In the Growing Battle Against Invasive Plants, Texas Lags Behind Other States

Invasive plants suck water from reservoirs and aquifers, displace native forests and grasslands, and overwhelm ecosystems.

By Mose BucheleOctober 26, 2016 10:31 am, ,

From KUT

Doctor Hans Landel blows minds for a living.

He travels the state giving workshops on invasive plants. But he starts each one with a warning.

“If you’re used to walking around, taking hikes or driving driving down the road saying, ‘Oh what pretty flowers’  or, ‘What nice plants,’ By the end of the workshop you wont be able to do that,” said Landel, who oversees the invasive species program at the Lady Bird Johnson Wildflower Center. “You’ll be walking or hiking down the trail saying, ‘Oh, there’s an invasive species. Oh there’s another one.’ Because they are everywhere.”

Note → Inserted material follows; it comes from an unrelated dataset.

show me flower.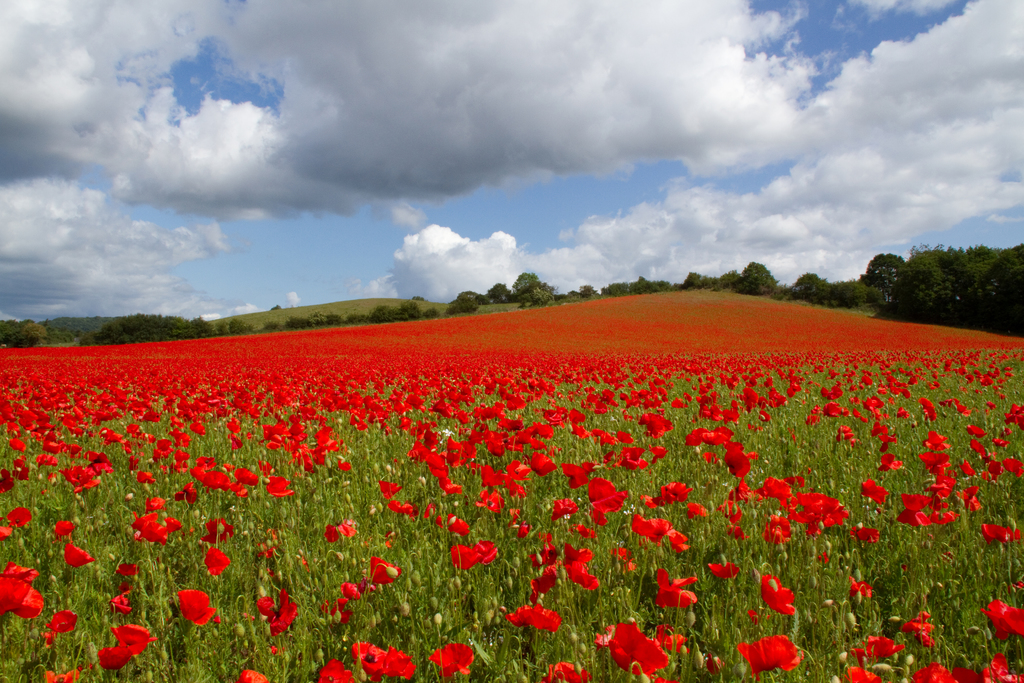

Invasive plants suck water from reservoirs and aquifers, displace native forests and grasslands, and overwhelm ecosystems. They cause millions of dollars in damage to land and waterways every year. Local and state governments spends millions more fighting them.

But, as the state has ramped up efforts to fight off certain species, Texas still trails other large states when it comes to regulating the sale of invasive plants and enforcing those regulations.

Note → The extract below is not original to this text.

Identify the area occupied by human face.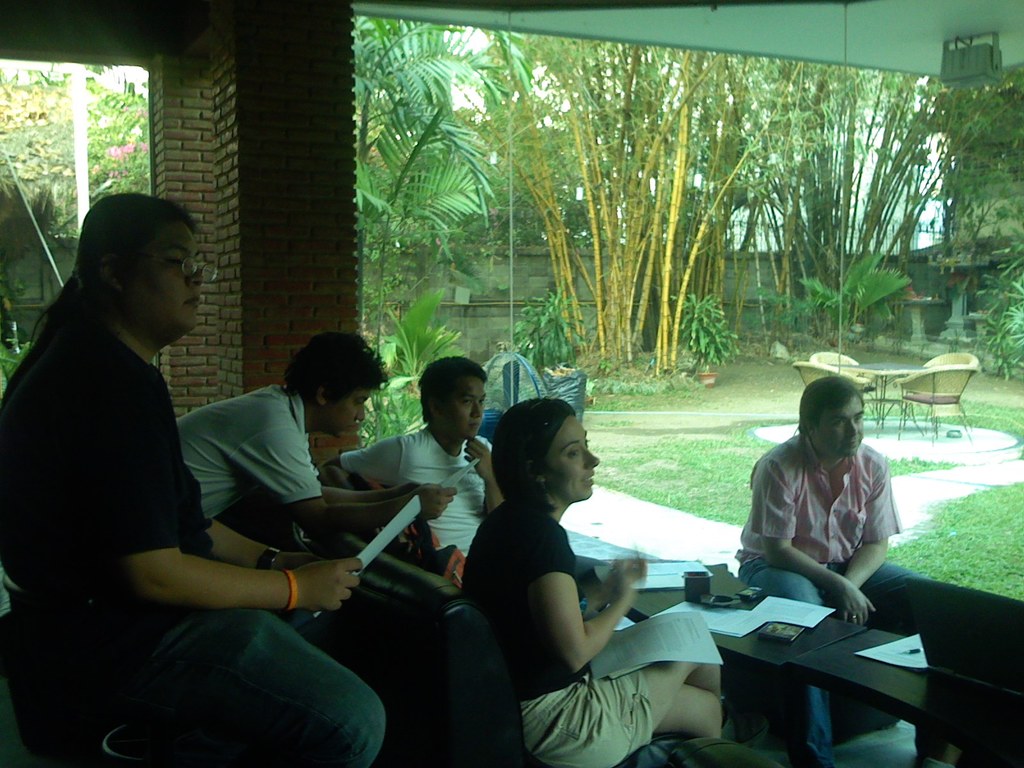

You Plant Them, They Pull Them Up

One of the great ironies of battling invasive plants is that many of them are legal to buy and plant in Texas. The City of Austin is one the few cities in the country that keeps a list of locally invasive plants that it works to control. It includes the plants glossy privet and elephant ear.

“That’s another one that we’re working to replace with native vegetation, and that’s principally by manual means,” said John Clement with the Austin Watershed Protection Department. “We have crews going, out digging it up and immediately replanting with native plants.”